David Rosenberg: Prepare for inflation

Bond-market bull David Rosenberg has changed his tune on government debt.

"I've been in the deflation camp for two decades," says Gluskin Sheff's David Rosenberg. But now "it is time to move on".

Rosenberg was among the first to warn that America was heading for a recession, and that the recovery from the credit bust would be unusually slow and prone to reversals as America had a huge debt load to work off. Given this discouraging backdrop, he was worried that the gradual decline in inflation since the early 1980s could become outright deflation. So he has been a bond bull in recent years.

But now he reckons that the turning point for the bond bull market, which began in the early 1980s, has arrived. It came last year when Treasury yields reached their historic lows and then began to rise. "A secular bear market" in bonds is in its infancy.

Subscribe to MoneyWeek

Subscribe to MoneyWeek today and get your first six magazine issues absolutely FREE

Get 6 issues free
https://cdn.mos.cms.futurecdn.net/flexiimages/mw70aro6gl1676370748.jpg

Sign up to Money Morning

Don't miss the latest investment and personal finances news, market analysis, plus money-saving tips with our free twice-daily newsletter

Don't miss the latest investment and personal finances news, market analysis, plus money-saving tips with our free twice-daily newsletter

Sign up

So why has he changed his outlook? For starters, reckons Rosenberg, "there is evidence that the consumer deleveraging cycle is largely over". Subprime auto credit is up by an annual 30%, while 20% of mortgages are now being written with down-payments of less than 10%. Consumers account for 70% of the economy, so if they are now in a position to spend more, the outlook for demand is improving.

Meanwhile, there is less spare capacity in the economy than commonly assumed. A great deal of capacity has been taken out of the labour market: nine million people have dropped out of it since mid-2009, and only three million jobs have been added since then. The problem seems to be that workers can't provide the skills employers are looking for.

In any case, "less competition for available jobs" implies rising wages. The US economy is only likely to be able to grow by 1.7% a year without generating inflation. Inflation is on the way and long-term interest rates will move higher. Investors should start hedging their portfolios against this prospect now.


Work item: Reproduce the data in its entirety, exactly as written.

The input:

------------------------

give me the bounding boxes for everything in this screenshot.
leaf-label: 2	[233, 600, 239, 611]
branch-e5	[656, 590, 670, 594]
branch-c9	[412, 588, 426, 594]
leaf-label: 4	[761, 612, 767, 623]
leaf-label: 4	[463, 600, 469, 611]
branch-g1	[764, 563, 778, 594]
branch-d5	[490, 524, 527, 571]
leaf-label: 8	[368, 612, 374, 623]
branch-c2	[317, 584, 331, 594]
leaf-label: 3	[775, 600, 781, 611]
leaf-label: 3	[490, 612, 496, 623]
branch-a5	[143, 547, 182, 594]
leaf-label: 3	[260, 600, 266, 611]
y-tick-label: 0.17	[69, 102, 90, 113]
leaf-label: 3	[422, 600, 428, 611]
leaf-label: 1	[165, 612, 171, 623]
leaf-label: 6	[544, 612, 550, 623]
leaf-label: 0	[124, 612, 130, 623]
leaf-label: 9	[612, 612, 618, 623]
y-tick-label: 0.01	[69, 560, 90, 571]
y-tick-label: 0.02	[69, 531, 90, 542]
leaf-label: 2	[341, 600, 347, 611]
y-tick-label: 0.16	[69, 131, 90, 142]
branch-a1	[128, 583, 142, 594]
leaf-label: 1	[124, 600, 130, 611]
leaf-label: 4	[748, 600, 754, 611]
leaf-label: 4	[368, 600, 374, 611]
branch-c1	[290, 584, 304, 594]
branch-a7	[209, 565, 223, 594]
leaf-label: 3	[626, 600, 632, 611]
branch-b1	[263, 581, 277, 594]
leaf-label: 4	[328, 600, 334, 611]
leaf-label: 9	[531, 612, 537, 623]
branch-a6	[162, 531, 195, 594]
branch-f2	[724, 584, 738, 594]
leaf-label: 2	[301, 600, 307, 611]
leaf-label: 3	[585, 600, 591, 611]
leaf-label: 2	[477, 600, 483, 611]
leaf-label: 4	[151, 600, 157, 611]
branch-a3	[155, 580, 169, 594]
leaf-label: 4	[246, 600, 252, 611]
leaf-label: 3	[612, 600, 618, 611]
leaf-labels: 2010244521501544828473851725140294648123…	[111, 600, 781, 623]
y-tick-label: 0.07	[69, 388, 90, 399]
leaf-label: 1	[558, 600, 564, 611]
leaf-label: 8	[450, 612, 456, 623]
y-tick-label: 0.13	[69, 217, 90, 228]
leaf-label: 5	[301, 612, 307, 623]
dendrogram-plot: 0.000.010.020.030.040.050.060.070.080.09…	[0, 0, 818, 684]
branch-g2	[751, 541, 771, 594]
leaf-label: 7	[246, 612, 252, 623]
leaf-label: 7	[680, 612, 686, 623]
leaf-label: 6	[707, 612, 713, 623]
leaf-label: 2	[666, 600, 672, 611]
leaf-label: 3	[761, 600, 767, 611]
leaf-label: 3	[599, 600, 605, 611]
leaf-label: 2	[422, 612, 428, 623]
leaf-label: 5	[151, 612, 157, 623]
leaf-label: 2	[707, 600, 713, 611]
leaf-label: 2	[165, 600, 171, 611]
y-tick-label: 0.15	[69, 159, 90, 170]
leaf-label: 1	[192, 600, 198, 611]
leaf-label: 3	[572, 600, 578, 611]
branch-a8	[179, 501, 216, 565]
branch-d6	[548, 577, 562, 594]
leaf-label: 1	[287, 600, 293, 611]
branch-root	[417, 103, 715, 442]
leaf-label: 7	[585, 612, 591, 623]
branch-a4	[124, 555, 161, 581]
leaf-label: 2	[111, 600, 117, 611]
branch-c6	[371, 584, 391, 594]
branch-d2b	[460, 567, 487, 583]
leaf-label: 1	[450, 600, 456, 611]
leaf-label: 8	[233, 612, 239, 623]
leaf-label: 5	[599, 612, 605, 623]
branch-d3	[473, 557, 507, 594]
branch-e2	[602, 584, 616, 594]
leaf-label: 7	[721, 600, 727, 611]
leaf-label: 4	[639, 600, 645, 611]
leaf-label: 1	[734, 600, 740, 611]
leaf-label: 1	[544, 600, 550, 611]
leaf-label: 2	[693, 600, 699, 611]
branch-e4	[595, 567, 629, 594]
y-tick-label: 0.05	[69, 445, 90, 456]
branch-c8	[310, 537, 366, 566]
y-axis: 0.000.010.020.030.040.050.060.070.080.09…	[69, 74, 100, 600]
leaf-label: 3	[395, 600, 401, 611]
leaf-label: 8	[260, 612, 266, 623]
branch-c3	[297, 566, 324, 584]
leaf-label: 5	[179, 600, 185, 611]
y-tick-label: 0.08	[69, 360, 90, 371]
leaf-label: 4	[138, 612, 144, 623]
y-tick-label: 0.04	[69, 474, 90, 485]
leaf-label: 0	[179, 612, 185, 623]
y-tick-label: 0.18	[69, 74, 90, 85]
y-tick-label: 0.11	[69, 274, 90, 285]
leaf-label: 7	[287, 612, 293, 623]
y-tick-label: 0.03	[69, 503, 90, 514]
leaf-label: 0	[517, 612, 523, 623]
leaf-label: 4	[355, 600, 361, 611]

------------------------

Solution for this problem:
give me the bounding boxes for everything in this screenshot.
leaf-label: 2	[233, 600, 239, 611]
branch-e5	[656, 590, 670, 594]
branch-c9	[412, 588, 426, 594]
leaf-label: 4	[761, 612, 767, 623]
leaf-label: 4	[463, 600, 469, 611]
branch-g1	[764, 563, 778, 594]
branch-d5	[490, 524, 527, 571]
leaf-label: 8	[368, 612, 374, 623]
branch-c2	[317, 584, 331, 594]
leaf-label: 3	[775, 600, 781, 611]
leaf-label: 3	[490, 612, 496, 623]
branch-a5	[143, 547, 182, 594]
leaf-label: 3	[260, 600, 266, 611]
y-tick-label: 0.17	[69, 102, 90, 113]
leaf-label: 3	[422, 600, 428, 611]
leaf-label: 1	[165, 612, 171, 623]
leaf-label: 6	[544, 612, 550, 623]
leaf-label: 0	[124, 612, 130, 623]
leaf-label: 9	[612, 612, 618, 623]
y-tick-label: 0.01	[69, 560, 90, 571]
y-tick-label: 0.02	[69, 531, 90, 542]
leaf-label: 2	[341, 600, 347, 611]
y-tick-label: 0.16	[69, 131, 90, 142]
branch-a1	[128, 583, 142, 594]
leaf-label: 1	[124, 600, 130, 611]
leaf-label: 4	[748, 600, 754, 611]
leaf-label: 4	[368, 600, 374, 611]
branch-c1	[290, 584, 304, 594]
branch-a7	[209, 565, 223, 594]
leaf-label: 3	[626, 600, 632, 611]
branch-b1	[263, 581, 277, 594]
leaf-label: 4	[328, 600, 334, 611]
leaf-label: 9	[531, 612, 537, 623]
branch-a6	[162, 531, 195, 594]
branch-f2	[724, 584, 738, 594]
leaf-label: 2	[301, 600, 307, 611]
leaf-label: 3	[585, 600, 591, 611]
leaf-label: 2	[477, 600, 483, 611]
leaf-label: 4	[151, 600, 157, 611]
branch-a3	[155, 580, 169, 594]
leaf-label: 4	[246, 600, 252, 611]
leaf-label: 3	[612, 600, 618, 611]
leaf-labels: 2010244521501544828473851725140294648123…	[111, 600, 781, 623]
y-tick-label: 0.07	[69, 388, 90, 399]
leaf-label: 1	[558, 600, 564, 611]
leaf-label: 8	[450, 612, 456, 623]
y-tick-label: 0.13	[69, 217, 90, 228]
leaf-label: 5	[301, 612, 307, 623]
dendrogram-plot: 0.000.010.020.030.040.050.060.070.080.09…	[0, 0, 818, 684]
branch-g2	[751, 541, 771, 594]
leaf-label: 7	[246, 612, 252, 623]
leaf-label: 7	[680, 612, 686, 623]
leaf-label: 6	[707, 612, 713, 623]
leaf-label: 2	[666, 600, 672, 611]
leaf-label: 3	[761, 600, 767, 611]
leaf-label: 3	[599, 600, 605, 611]
leaf-label: 2	[422, 612, 428, 623]
leaf-label: 5	[151, 612, 157, 623]
leaf-label: 2	[707, 600, 713, 611]
leaf-label: 2	[165, 600, 171, 611]
y-tick-label: 0.15	[69, 159, 90, 170]
leaf-label: 1	[192, 600, 198, 611]
leaf-label: 3	[572, 600, 578, 611]
branch-a8	[179, 501, 216, 565]
branch-d6	[548, 577, 562, 594]
leaf-label: 1	[287, 600, 293, 611]
branch-root	[417, 103, 715, 442]
leaf-label: 7	[585, 612, 591, 623]
branch-a4	[124, 555, 161, 581]
leaf-label: 2	[111, 600, 117, 611]
branch-c6	[371, 584, 391, 594]
branch-d2b	[460, 567, 487, 583]
leaf-label: 1	[450, 600, 456, 611]
leaf-label: 8	[233, 612, 239, 623]
leaf-label: 5	[599, 612, 605, 623]
branch-d3	[473, 557, 507, 594]
branch-e2	[602, 584, 616, 594]
leaf-label: 7	[721, 600, 727, 611]
leaf-label: 4	[639, 600, 645, 611]
leaf-label: 1	[734, 600, 740, 611]
leaf-label: 1	[544, 600, 550, 611]
leaf-label: 2	[693, 600, 699, 611]
branch-e4	[595, 567, 629, 594]
y-tick-label: 0.05	[69, 445, 90, 456]
branch-c8	[310, 537, 366, 566]
y-axis: 0.000.010.020.030.040.050.060.070.080.09…	[69, 74, 100, 600]
leaf-label: 3	[395, 600, 401, 611]
leaf-label: 8	[260, 612, 266, 623]
branch-c3	[297, 566, 324, 584]
leaf-label: 5	[179, 600, 185, 611]
y-tick-label: 0.08	[69, 360, 90, 371]
leaf-label: 4	[138, 612, 144, 623]
y-tick-label: 0.04	[69, 474, 90, 485]
leaf-label: 0	[179, 612, 185, 623]
y-tick-label: 0.18	[69, 74, 90, 85]
y-tick-label: 0.11	[69, 274, 90, 285]
leaf-label: 7	[287, 612, 293, 623]
y-tick-label: 0.03	[69, 503, 90, 514]
leaf-label: 0	[517, 612, 523, 623]
leaf-label: 4	[355, 600, 361, 611]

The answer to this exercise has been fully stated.